[comp.human-factors] Handicapped users

jones@pyrite.cs.uiowa.edu (Douglas W. Jones,201H MLH,3193350740,3193382879) (06/13/91)

At various points in my career, I've been involved with helping handicapped
users of computer systems, in one case, a blind user using a speech
synthesizer and Braille printer (built from scratch), and in other cases,
people with motor disabilities.

My general observation in all these cases was that for all these users,
fancy input devices and classy display management were major problems.
If software designers want to assure that their software is "handicapped
accessible," I have the following two suggestions:

  1) Make sure that everything can be done from the keyboard.  Do not
     require a mouse or a touch panel!

     This means that there should always be something equivalent to arrow
     keys for moving the cursor, and it means that menu items should
     always be accessible as keys on the keyboard. 

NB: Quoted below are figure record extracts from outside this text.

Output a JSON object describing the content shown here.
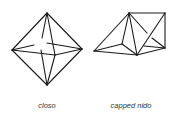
{
  "figure": {
    "shapes": [
      {
        "id": "closo",
        "label": "closo",
        "description": "octahedron",
        "vertices": {
          "top": [
            47,
            13
          ],
          "left": [
            12,
            50
          ],
          "right": [
            82,
            49
          ],
          "bottom": [
            47,
            85
          ],
          "front": [
            55,
            55
          ],
          "back": [
            40,
            44
          ]
        }
      },
      {
        "id": "capped-nido",
        "label": "capped nido",
        "description": "capped square pyramid",
        "vertices": {
          "apex": [
            129,
            13
          ],
          "top_right": [
            165,
            13
          ],
          "left": [
            94,
            51
          ],
          "bottom": [
            137,
            55
          ],
          "right": [
            165,
            48
          ],
          "inner_back": [
            122,
            44
          ]
        }
      }
    ],
    "line_color": "#1a1a1a",
    "label_color": "#333333"
  }
}
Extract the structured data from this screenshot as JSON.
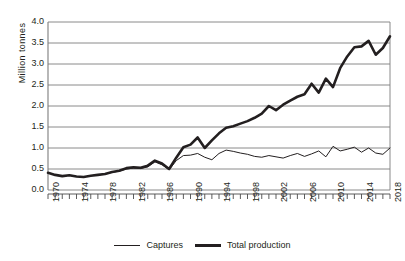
{
  "chart_data": {
    "type": "line",
    "title": "",
    "xlabel": "",
    "ylabel": "Million tonnes",
    "xlim": [
      1970,
      2018
    ],
    "ylim": [
      0.0,
      4.0
    ],
    "grid": true,
    "legend_position": "bottom",
    "ytick_labels": [
      "4.0",
      "3.5",
      "3.0",
      "2.5",
      "2.0",
      "1.5",
      "1.0",
      "0.5",
      "0.0"
    ],
    "ytick_values": [
      4.0,
      3.5,
      3.0,
      2.5,
      2.0,
      1.5,
      1.0,
      0.5,
      0.0
    ],
    "xtick_labels": [
      "1970",
      "1974",
      "1978",
      "1982",
      "1986",
      "1990",
      "1994",
      "1998",
      "2002",
      "2006",
      "2010",
      "2014",
      "2018"
    ],
    "xtick_values": [
      1970,
      1974,
      1978,
      1982,
      1986,
      1990,
      1994,
      1998,
      2002,
      2006,
      2010,
      2014,
      2018
    ],
    "x": [
      1970,
      1971,
      1972,
      1973,
      1974,
      1975,
      1976,
      1977,
      1978,
      1979,
      1980,
      1981,
      1982,
      1983,
      1984,
      1985,
      1986,
      1987,
      1988,
      1989,
      1990,
      1991,
      1992,
      1993,
      1994,
      1995,
      1996,
      1997,
      1998,
      1999,
      2000,
      2001,
      2002,
      2003,
      2004,
      2005,
      2006,
      2007,
      2008,
      2009,
      2010,
      2011,
      2012,
      2013,
      2014,
      2015,
      2016,
      2017,
      2018
    ],
    "series": [
      {
        "name": "Captures",
        "line_style": "thin",
        "color": "#231f20",
        "values": [
          0.41,
          0.36,
          0.33,
          0.35,
          0.32,
          0.31,
          0.34,
          0.36,
          0.38,
          0.42,
          0.45,
          0.5,
          0.52,
          0.51,
          0.55,
          0.67,
          0.6,
          0.48,
          0.7,
          0.82,
          0.83,
          0.87,
          0.78,
          0.72,
          0.87,
          0.95,
          0.92,
          0.88,
          0.85,
          0.8,
          0.78,
          0.82,
          0.79,
          0.76,
          0.82,
          0.87,
          0.8,
          0.86,
          0.93,
          0.79,
          1.04,
          0.93,
          0.97,
          1.02,
          0.9,
          1.0,
          0.88,
          0.85,
          1.0
        ]
      },
      {
        "name": "Total production",
        "line_style": "thick",
        "color": "#231f20",
        "values": [
          0.41,
          0.36,
          0.33,
          0.35,
          0.32,
          0.31,
          0.34,
          0.36,
          0.38,
          0.43,
          0.46,
          0.52,
          0.54,
          0.53,
          0.58,
          0.7,
          0.63,
          0.5,
          0.77,
          1.02,
          1.08,
          1.25,
          1.0,
          1.18,
          1.35,
          1.48,
          1.52,
          1.58,
          1.64,
          1.72,
          1.82,
          2.0,
          1.9,
          2.03,
          2.13,
          2.22,
          2.28,
          2.53,
          2.32,
          2.65,
          2.45,
          2.9,
          3.18,
          3.4,
          3.42,
          3.55,
          3.22,
          3.38,
          3.66
        ]
      }
    ]
  },
  "legend": {
    "entries": [
      {
        "label": "Captures",
        "style": "thin"
      },
      {
        "label": "Total production",
        "style": "thick"
      }
    ]
  }
}
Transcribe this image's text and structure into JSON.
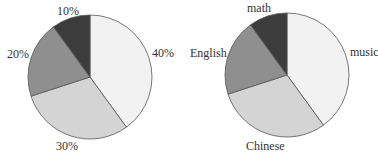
{
  "chart_data": [
    {
      "type": "pie",
      "title": "",
      "categories": [
        "music",
        "Chinese",
        "English",
        "math"
      ],
      "values": [
        40,
        30,
        20,
        10
      ],
      "labels": [
        "40%",
        "30%",
        "20%",
        "10%"
      ],
      "colors": [
        "#f2f2f2",
        "#d4d4d4",
        "#8f8f8f",
        "#3c3c3c"
      ]
    },
    {
      "type": "pie",
      "title": "",
      "categories": [
        "music",
        "Chinese",
        "English",
        "math"
      ],
      "values": [
        40,
        30,
        20,
        10
      ],
      "labels": [
        "music",
        "Chinese",
        "English",
        "math"
      ],
      "colors": [
        "#f2f2f2",
        "#d4d4d4",
        "#8f8f8f",
        "#3c3c3c"
      ]
    }
  ],
  "left": {
    "labels": [
      "40%",
      "30%",
      "20%",
      "10%"
    ]
  },
  "right": {
    "labels": [
      "music",
      "Chinese",
      "English",
      "math"
    ]
  }
}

     For a person with motor disorders, moving the cursor by a sequence of
     arrow key presses can be painfully slow compared to pressing a single
     key corresponding to a menu item.

     For a blind person, finding the cursor on the screen is an awesomely
     difficult task, even with some of the marvelous tools now on the
     market.  It's far better to simply use keys on the keyboard to select
     menu items.

  2) Make sure that text is presented in a linear order.  Speech
     synthesizers are inexpensive, and it isn't hard to fix one up to
     intercept text as it comes to the display, but such interception is
     only really useful if the text is presented in reading order.  Many
     window managers are particular offenders here, with different subparts
     of a window hierarchy (for example, a menu) popping up in essentially
     random order.

     In any case, a decent speech synthesizer interface to a display
     manager should allow brousing of the display after it is built,
     stepping the cursor from text item to text item in two dimensions
     and playing back the text, optionally in continuous speech mode,
     word-at-a-time mode, or letter-at-a-time mode.  Peter Maggs built a
     speaking Plato terminal that did this 15 years ago, and it worked
     well with the Braille printer that Andrew Appel and I built.

In addition, the following keyboard characteristics are desirable:

  1) Limited use of shift keys.  People with only one hand and people with
     motor control disorders can have big problems dealing with more than
     one key at a time.  Locking shift keys solve the problem for case
     selection, but on some modern systems, there's only an alpha lock that
     has no effect on punctuation keys, and nobody I've seen makes a
     standard keyboard with a control-lock or meta-lock key.

     There are simple solutions we found to the locking shift problem for
     one user, we simply gave him a steel ball he could set on the shift
     or control keys to hold them down.

  2) Make it possible to disable auto-repeat!  Some people with motor
     disorders have to make separate and distinct efforts to press and
     release keys, and thus, they frequently hold a finger on a key long
     enough to activate the repeat feature.

  3) Avoid use of nonstandard key spacing!  The standard spacing between
     rows and columns of keys on a typewriter keyboard is 3/4 inch, and
     this spacing is big enough that it is possible to make a keyboard
     mask with one finger-sized hole over each key.  Such masks allow
     people with only spasmodic control over their hands to make quite
     effective use of a standard keyboard.  They just slide their hands
     over the mask until a finger is positioned over the right key, then
     shove the finger through the mask and bash that key, with no risk of
     hitting the neighboring keys.  Custom masks (in lots of 1) can be
     commercially machined for only a few hundred dollars.